Playing with words
Posted: Thu Jul 25, 2019 12:04 am
It seems that quite a lot of what passes for philosophy is little more than playing with words and expecting the reader to make sense of it.
Here is one of my favourites from Kant's Critique of pure reason:
'The foregoing deduction is an exposition of the pure conceptions of the understanding (and with them of all theoretical a priori cognition), as principles of the possibility of experience, but of experience as the determination of all phenomena in space and time in general - of experience, finally, from the principle of the synthetical unity of aperception, as the form of the understanding in relation to time and space as original forms of sensibility.'
I have read it many times but have failed to make any sense of it... perhaps there is none to be found.
Here is something I made up: "It is plain that the metaphysical interpretation of transcendental entropy as an ontological fact is an existential truth'.
What are your favourites, from the literature or of your own making?
Here is one of my favourites from Kant's Critique of pure reason:
'The foregoing deduction is an exposition of the pure conceptions of the understanding (and with them of all theoretical a priori cognition), as principles of the possibility of experience, but of experience as the determination of all phenomena in space and time in general - of experience, finally, from the principle of the synthetical unity of aperception, as the form of the understanding in relation to time and space as original forms of sensibility.'
I have read it many times but have failed to make any sense of it... perhaps there is none to be found.
Here is something I made up: "It is plain that the metaphysical interpretation of transcendental entropy as an ontological fact is an existential truth'.
What are your favourites, from the literature or of your own making?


**TASK OBJECTIVE**
When a line of the records contains "plot", copy it.

**Dataset rows about figures**

○ ○ ○ ○ ○ ○ ○

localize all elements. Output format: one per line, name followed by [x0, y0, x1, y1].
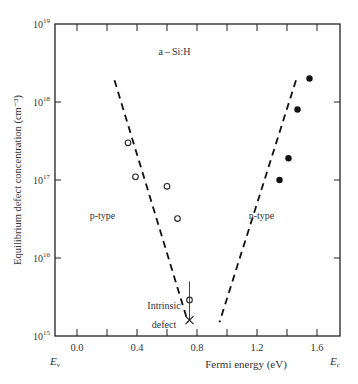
- filled-circle-point: [306, 75, 312, 81]
- dashed-trend-line: [220, 80, 297, 322]
- open-circle-point: [175, 216, 181, 222]
- y-axis-ticks: 10151016101710181019: [33, 17, 340, 342]
- dashed-trend-line: [115, 80, 189, 322]
- y-tick-label: 1015: [33, 329, 51, 342]
- x-tick-label: 0.0: [70, 342, 83, 353]
- annotation-label: p-type: [90, 210, 116, 221]
- x-axis-ticks: 0.00.40.81.21.6: [70, 24, 323, 353]
- annotation-label: defect: [152, 319, 177, 330]
- y-tick-label: 1018: [33, 95, 51, 108]
- annotation-label: n-type: [249, 210, 275, 221]
- annotation-label: a – Si:H: [159, 46, 191, 57]
- chart: 0.00.40.81.21.6 10151016101710181019 a –…: [0, 0, 358, 384]
- open-circle-point: [133, 174, 139, 180]
- filled-circle-point: [276, 177, 282, 183]
- trend-lines: [115, 80, 297, 322]
- x-axis-label: Fermi energy (eV): [205, 358, 287, 371]
- annotation-label: Intrinsic: [147, 300, 181, 311]
- plot-border: [55, 24, 340, 336]
- data-points: [125, 75, 312, 324]
- y-tick-label: 1017: [33, 173, 51, 186]
- open-circle-point: [164, 184, 170, 190]
- edge-label-ev: Ev: [49, 355, 61, 369]
- x-tick-label: 0.8: [190, 342, 203, 353]
- y-axis-label: Equilibrium defect concentration (cm⁻³): [12, 95, 24, 265]
- y-tick-label: 1016: [33, 251, 51, 264]
- plot-frame: [55, 24, 340, 336]
- edge-label-ec: Ec: [329, 355, 341, 369]
- x-tick-label: 1.2: [250, 342, 263, 353]
- x-tick-label: 0.4: [130, 342, 144, 353]
- filled-circle-point: [294, 106, 300, 112]
- annotations: a – Si:Hp-typen-typeIntrinsicdefect: [90, 46, 275, 330]
- filled-circle-point: [285, 155, 291, 161]
- y-tick-label: 1019: [33, 17, 51, 30]
- x-tick-label: 1.6: [310, 342, 323, 353]
- open-circle-point: [125, 140, 131, 146]
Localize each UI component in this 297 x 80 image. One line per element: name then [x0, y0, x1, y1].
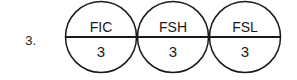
bubble-loop-number-fsl: 3 [241, 43, 249, 60]
bubble-loop-number-fsh: 3 [169, 43, 177, 60]
bubble-tag-fsl: FSL [232, 19, 258, 35]
bubble-loop-number-fic: 3 [97, 43, 105, 60]
bubble-group: FIC 3 FSH 3 FSL 3 [0, 0, 297, 80]
instrument-bubble-diagram: 3. FIC 3 FSH 3 FSL 3 [0, 0, 297, 80]
bubble-tag-fsh: FSH [159, 19, 187, 35]
bubble-tag-fic: FIC [90, 19, 113, 35]
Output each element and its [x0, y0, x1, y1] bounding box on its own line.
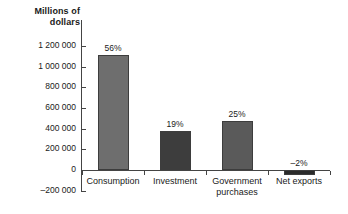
x-axis-tick-mark: [206, 171, 207, 175]
y-axis-tick-label: 0: [4, 165, 76, 174]
bar: [98, 55, 129, 170]
y-axis-tick-label: 800 000: [4, 82, 76, 91]
category-label-line: purchases: [192, 187, 282, 198]
x-axis-tick-mark: [330, 171, 331, 175]
y-axis-tick-label: 600 000: [4, 103, 76, 112]
y-axis-tick-mark: [82, 67, 86, 68]
bar: [160, 131, 191, 170]
x-axis-tick-mark: [82, 171, 83, 175]
bar: [222, 121, 253, 170]
y-axis-title-line-1: Millions of: [34, 6, 80, 16]
y-axis-title-line-2: dollars: [50, 17, 80, 27]
bar-value-label: 19%: [145, 119, 205, 129]
y-axis-tick-label: 1 200 000: [4, 41, 76, 50]
y-axis-title: Millions of dollars: [4, 6, 80, 28]
bar-chart: Millions of dollars 1 200 0001 000 00080…: [0, 0, 348, 214]
y-axis-tick-label: –200 000: [4, 186, 76, 195]
bar-value-label: 56%: [83, 43, 143, 53]
y-axis-tick-mark: [82, 87, 86, 88]
y-axis-tick-label: 200 000: [4, 144, 76, 153]
y-axis-tick-mark: [82, 149, 86, 150]
category-label-line: Net exports: [276, 176, 322, 186]
y-axis-tick-mark: [82, 129, 86, 130]
x-axis-tick-mark: [144, 171, 145, 175]
bar-value-label: –2%: [269, 158, 329, 168]
category-label-line: Investment: [153, 176, 197, 186]
y-axis-tick-label: 1 000 000: [4, 62, 76, 71]
bar-value-label: 25%: [207, 109, 267, 119]
y-axis-tick-mark: [82, 108, 86, 109]
x-axis-category-label: Net exports: [254, 176, 344, 187]
y-axis-foot: [81, 191, 86, 192]
bar: [284, 170, 315, 175]
x-axis-tick-mark: [268, 171, 269, 175]
y-axis-tick-label: 400 000: [4, 124, 76, 133]
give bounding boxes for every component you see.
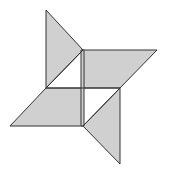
- left-parallelogram: [10, 88, 83, 126]
- bottom-triangle: [83, 88, 120, 164]
- right-parallelogram: [83, 50, 157, 88]
- top-triangle: [46, 10, 83, 88]
- pinwheel-diagram: [0, 0, 172, 169]
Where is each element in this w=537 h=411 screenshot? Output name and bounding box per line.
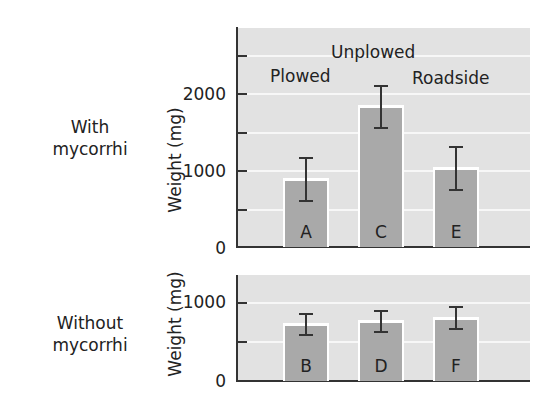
bar-label: D [361, 356, 401, 376]
error-bar [305, 157, 307, 201]
bar-label: E [436, 222, 476, 242]
category-label-roadside: Roadside [412, 68, 490, 88]
y-tick-label: 2000 [166, 84, 226, 104]
y-axis [236, 275, 238, 382]
error-cap [299, 313, 313, 315]
error-bar [380, 310, 382, 332]
y-axis-label: Weight (mg) [165, 269, 185, 379]
gridline [238, 302, 530, 304]
error-cap [449, 328, 463, 330]
error-cap [449, 146, 463, 148]
error-cap [374, 127, 388, 129]
y-tick [237, 170, 247, 172]
category-label-unplowed: Unplowed [331, 42, 415, 62]
category-label-plowed: Plowed [270, 66, 331, 86]
y-axis-label: Weight (mg) [165, 105, 185, 215]
gridline [238, 93, 530, 95]
error-cap [374, 331, 388, 333]
y-tick [237, 341, 247, 343]
y-tick-label: 0 [166, 238, 226, 258]
row-label-line: Without [25, 312, 155, 334]
y-tick [237, 93, 247, 95]
y-tick [237, 209, 247, 211]
bar-label: F [436, 356, 476, 376]
error-cap [299, 334, 313, 336]
y-tick-label: 0 [166, 371, 226, 391]
error-cap [299, 157, 313, 159]
error-cap [374, 310, 388, 312]
error-cap [299, 200, 313, 202]
y-tick [237, 302, 247, 304]
bar-label: A [286, 222, 326, 242]
y-tick [237, 132, 247, 134]
error-cap [374, 85, 388, 87]
error-cap [449, 189, 463, 191]
y-tick [237, 55, 247, 57]
error-bar [305, 313, 307, 335]
error-bar [455, 306, 457, 329]
row-label-with-mycorrhizae: With mycorrhi [25, 116, 155, 160]
bar-label: C [361, 222, 401, 242]
row-label-line: mycorrhi [25, 138, 155, 160]
row-label-without-mycorrhizae: Without mycorrhi [25, 312, 155, 356]
y-axis [236, 27, 238, 248]
row-label-line: With [25, 116, 155, 138]
bar-label: B [286, 356, 326, 376]
error-cap [449, 306, 463, 308]
row-label-line: mycorrhi [25, 334, 155, 356]
y-tick-label: 1000 [166, 292, 226, 312]
error-bar [455, 146, 457, 190]
y-tick-label: 1000 [166, 161, 226, 181]
error-bar [380, 85, 382, 128]
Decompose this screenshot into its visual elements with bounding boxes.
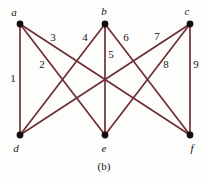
edge-line-group — [20, 24, 190, 135]
edge-label-3: 3 — [50, 31, 56, 43]
edge-label-5: 5 — [108, 48, 114, 60]
vertex-label-c: c — [185, 5, 190, 17]
graph-vertex-b — [102, 21, 109, 28]
graph-vertex-c — [187, 21, 194, 28]
edge-label-4: 4 — [82, 31, 88, 43]
vertex-label-f: f — [190, 142, 195, 154]
figure-container: 123456789 abcdef (b) — [0, 0, 207, 181]
edge-label-7: 7 — [154, 30, 160, 42]
vertex-label-b: b — [101, 5, 107, 17]
edge-label-2: 2 — [39, 58, 45, 70]
graph-vertex-a — [17, 21, 24, 28]
graph-vertex-d — [17, 132, 24, 139]
edge-label-1: 1 — [10, 72, 16, 84]
vertex-label-d: d — [13, 142, 19, 154]
edge-label-8: 8 — [163, 58, 169, 70]
edge-label-6: 6 — [123, 31, 129, 43]
vertex-label-e: e — [102, 142, 107, 154]
graph-canvas: 123456789 abcdef (b) — [0, 0, 207, 181]
vertex-label-a: a — [11, 6, 17, 18]
edge-label-9: 9 — [193, 58, 199, 70]
figure-caption: (b) — [98, 160, 111, 173]
graph-vertex-f — [187, 132, 194, 139]
graph-vertex-e — [102, 132, 109, 139]
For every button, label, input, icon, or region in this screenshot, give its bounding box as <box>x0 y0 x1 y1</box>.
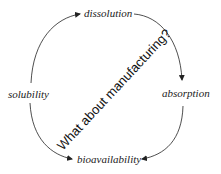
node-bioavailability: bioavailability <box>77 154 141 165</box>
arrow-solubility-to-dissolution <box>31 14 80 83</box>
node-dissolution: dissolution <box>84 8 132 19</box>
cycle-diagram: dissolution solubility absorption bioava… <box>0 0 221 174</box>
node-solubility: solubility <box>8 89 49 100</box>
node-absorption: absorption <box>162 88 210 99</box>
arrow-absorption-to-bioavailability <box>142 106 183 159</box>
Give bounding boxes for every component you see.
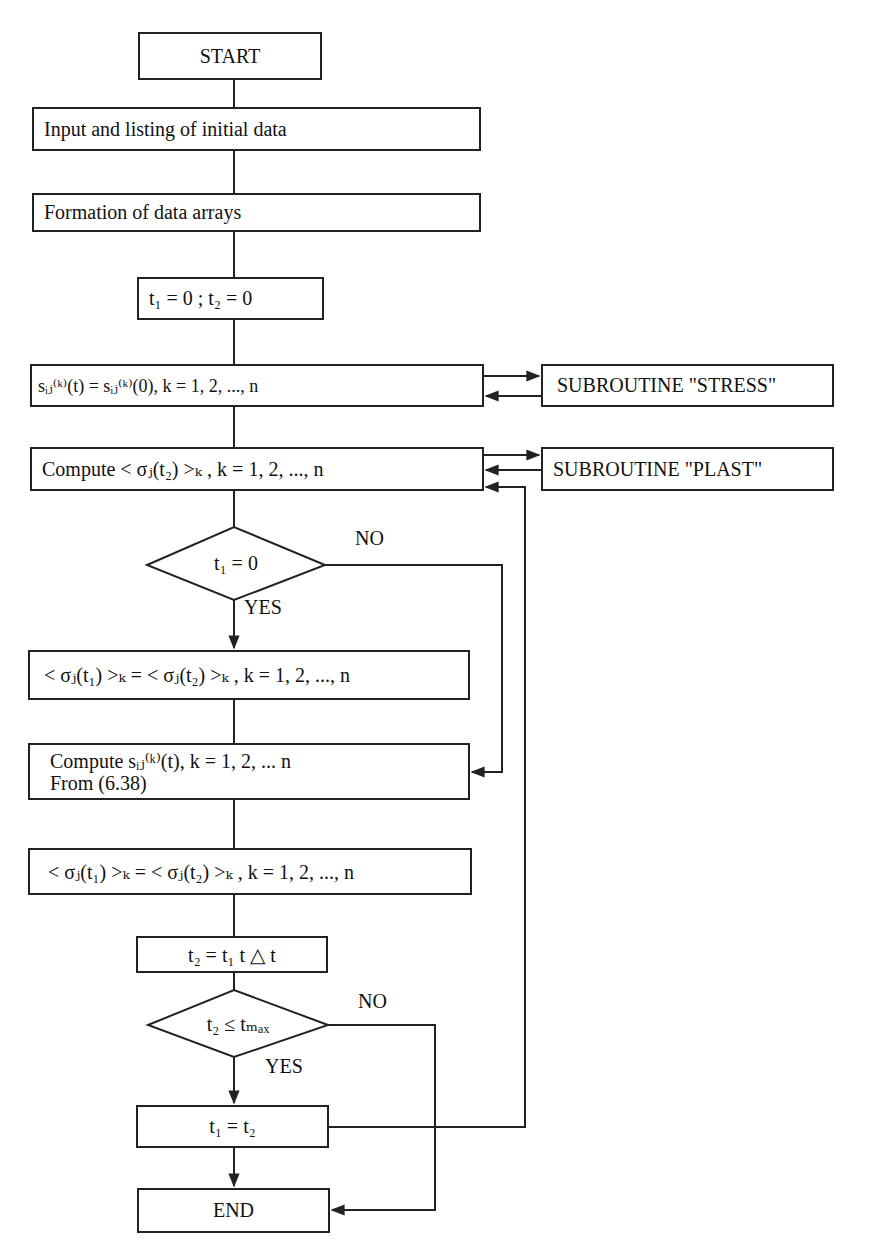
update-time-step: t₁ = t₂ — [136, 1105, 329, 1148]
subroutine-stress: SUBROUTINE "STRESS" — [541, 364, 834, 407]
compute-stress-line2: From (6.38) — [50, 772, 147, 794]
subroutine-stress-label: SUBROUTINE "STRESS" — [557, 374, 776, 397]
compute-stress-line1: Compute sᵢⱼ⁽ᵏ⁾(t), k = 1, 2, ... n — [50, 750, 291, 772]
decision1-yes-label: YES — [244, 596, 282, 619]
end-terminal: END — [137, 1188, 330, 1233]
compute-sigma-label: Compute < σⱼ(t₂) >ₖ , k = 1, 2, ..., n — [42, 457, 323, 481]
update-time-label: t₁ = t₂ — [209, 1115, 255, 1138]
assign-sigma-1-label: < σⱼ(t₁) >ₖ = < σⱼ(t₂) >ₖ , k = 1, 2, ..… — [44, 663, 350, 687]
assign-sigma-2-label: < σⱼ(t₁) >ₖ = < σⱼ(t₂) >ₖ , k = 1, 2, ..… — [48, 860, 354, 884]
start-label: START — [200, 45, 261, 68]
init-stress-label: sᵢⱼ⁽ᵏ⁾(t) = sᵢⱼ⁽ᵏ⁾(0), k = 1, 2, ..., n — [38, 375, 258, 397]
decision2-yes-label: YES — [265, 1055, 303, 1078]
formation-step: Formation of data arrays — [32, 193, 481, 232]
assign-sigma-step-2: < σⱼ(t₁) >ₖ = < σⱼ(t₂) >ₖ , k = 1, 2, ..… — [28, 848, 472, 895]
decision2-condition: t₂ ≤ tₘₐₓ — [207, 1012, 270, 1036]
init-time-label: t₁ = 0 ; t₂ = 0 — [149, 287, 252, 310]
time-step-increment: t₂ = t₁ t △ t — [136, 936, 328, 973]
init-stress-step: sᵢⱼ⁽ᵏ⁾(t) = sᵢⱼ⁽ᵏ⁾(0), k = 1, 2, ..., n — [30, 364, 484, 407]
start-terminal: START — [138, 32, 322, 80]
decision1-condition: t₁ = 0 — [214, 552, 258, 575]
end-label: END — [213, 1199, 254, 1222]
input-step: Input and listing of initial data — [32, 107, 481, 151]
assign-sigma-step-1: < σⱼ(t₁) >ₖ = < σⱼ(t₂) >ₖ , k = 1, 2, ..… — [28, 650, 470, 700]
connector-lines — [0, 0, 870, 1254]
decision1-no-label: NO — [355, 527, 384, 550]
compute-sigma-step: Compute < σⱼ(t₂) >ₖ , k = 1, 2, ..., n — [30, 447, 484, 491]
compute-stress-step: Compute sᵢⱼ⁽ᵏ⁾(t), k = 1, 2, ... n From … — [28, 743, 470, 800]
formation-step-label: Formation of data arrays — [44, 201, 241, 224]
decision2-no-label: NO — [358, 990, 387, 1013]
input-step-label: Input and listing of initial data — [44, 118, 287, 141]
subroutine-plast: SUBROUTINE "PLAST" — [541, 447, 834, 491]
time-step-label: t₂ = t₁ t △ t — [188, 943, 276, 967]
subroutine-plast-label: SUBROUTINE "PLAST" — [553, 458, 762, 481]
init-time-step: t₁ = 0 ; t₂ = 0 — [137, 277, 324, 320]
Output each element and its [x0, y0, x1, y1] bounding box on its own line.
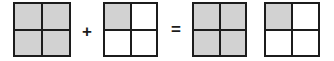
square-3-cell-bottom-right — [220, 30, 246, 56]
plus-operator-icon: + — [76, 23, 98, 43]
square-1-cell-bottom-right — [42, 30, 69, 56]
square-3-cell-top-left — [194, 4, 220, 30]
area-model-square-2 — [103, 2, 158, 57]
square-3-cell-top-right — [220, 4, 246, 30]
area-model-figure: + = — [0, 0, 334, 61]
square-2-cell-top-left — [105, 4, 131, 30]
area-model-square-1 — [13, 2, 71, 57]
square-4-cell-top-right — [292, 4, 318, 30]
square-4-cell-top-left — [266, 4, 292, 30]
square-1-cell-bottom-left — [15, 30, 42, 56]
square-1-cell-top-right — [42, 4, 69, 30]
square-2-cell-top-right — [131, 4, 157, 30]
square-2-cell-bottom-left — [105, 30, 131, 56]
square-4-cell-bottom-left — [266, 30, 292, 56]
square-3-cell-bottom-left — [194, 30, 220, 56]
area-model-square-4 — [264, 2, 320, 57]
equals-operator-icon: = — [164, 21, 188, 41]
square-1-cell-top-left — [15, 4, 42, 30]
square-4-cell-bottom-right — [292, 30, 318, 56]
area-model-square-3 — [192, 2, 247, 57]
square-2-cell-bottom-right — [131, 30, 157, 56]
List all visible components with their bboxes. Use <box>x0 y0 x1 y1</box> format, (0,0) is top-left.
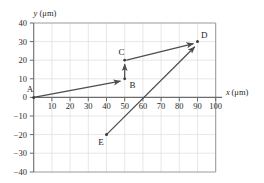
x-axis-ticks <box>52 97 216 101</box>
x-tick-90: 90 <box>193 101 202 111</box>
x-axis-title-var: x <box>225 87 230 97</box>
point-labels: A B C D E <box>27 30 208 147</box>
point-label-b: B <box>130 80 136 90</box>
axes <box>34 23 222 172</box>
x-tick-60: 60 <box>139 101 148 111</box>
point-markers <box>32 40 199 136</box>
x-tick-50: 50 <box>120 101 129 111</box>
x-tick-40: 40 <box>102 101 111 111</box>
x-tick-30: 30 <box>84 101 93 111</box>
point-b <box>123 77 126 80</box>
y-tick-m30: −30 <box>14 148 27 158</box>
point-label-c: C <box>118 47 124 57</box>
x-tick-20: 20 <box>66 101 75 111</box>
x-tick-80: 80 <box>175 101 184 111</box>
point-c <box>123 59 126 62</box>
x-axis-title-unit: (μm) <box>232 87 249 97</box>
point-label-a: A <box>27 84 34 94</box>
y-tick-10: 10 <box>19 74 28 84</box>
point-label-d: D <box>201 30 208 40</box>
coordinate-plot-figure: 40 30 20 10 0 −10 −20 −30 −40 10 20 30 4… <box>0 0 264 183</box>
y-axis-title-unit: (μm) <box>40 8 57 18</box>
y-tick-m20: −20 <box>14 130 27 140</box>
y-tick-m40: −40 <box>14 167 27 177</box>
x-tick-10: 10 <box>48 101 57 111</box>
y-tick-labels: 40 30 20 10 0 −10 −20 −30 −40 <box>14 18 27 177</box>
point-label-e: E <box>98 137 104 147</box>
point-d <box>196 40 199 43</box>
y-tick-20: 20 <box>19 55 28 65</box>
y-tick-30: 30 <box>19 37 28 47</box>
plot-canvas: 40 30 20 10 0 −10 −20 −30 −40 10 20 30 4… <box>0 0 264 183</box>
x-tick-100: 100 <box>209 101 222 111</box>
y-tick-m10: −10 <box>14 111 27 121</box>
arrow-a-to-b <box>34 81 121 97</box>
y-axis-title-var: y <box>33 8 38 18</box>
point-e <box>105 133 108 136</box>
vector-path <box>34 44 195 135</box>
y-tick-40: 40 <box>19 18 28 28</box>
point-a <box>32 96 35 99</box>
x-tick-70: 70 <box>157 101 166 111</box>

○ ○ ○ ○ ○ ○ ○

**ANSWER TO THE EXERCISE**
- plot-border: [55, 24, 340, 336]
- plot-frame: [55, 24, 340, 336]
coordinate-plot-figure: 40 30 20 10 0 −10 −20 −30 −40 10 20 30 4… <box>0 0 264 183</box>
plot-canvas: 40 30 20 10 0 −10 −20 −30 −40 10 20 30 4… <box>0 0 264 183</box>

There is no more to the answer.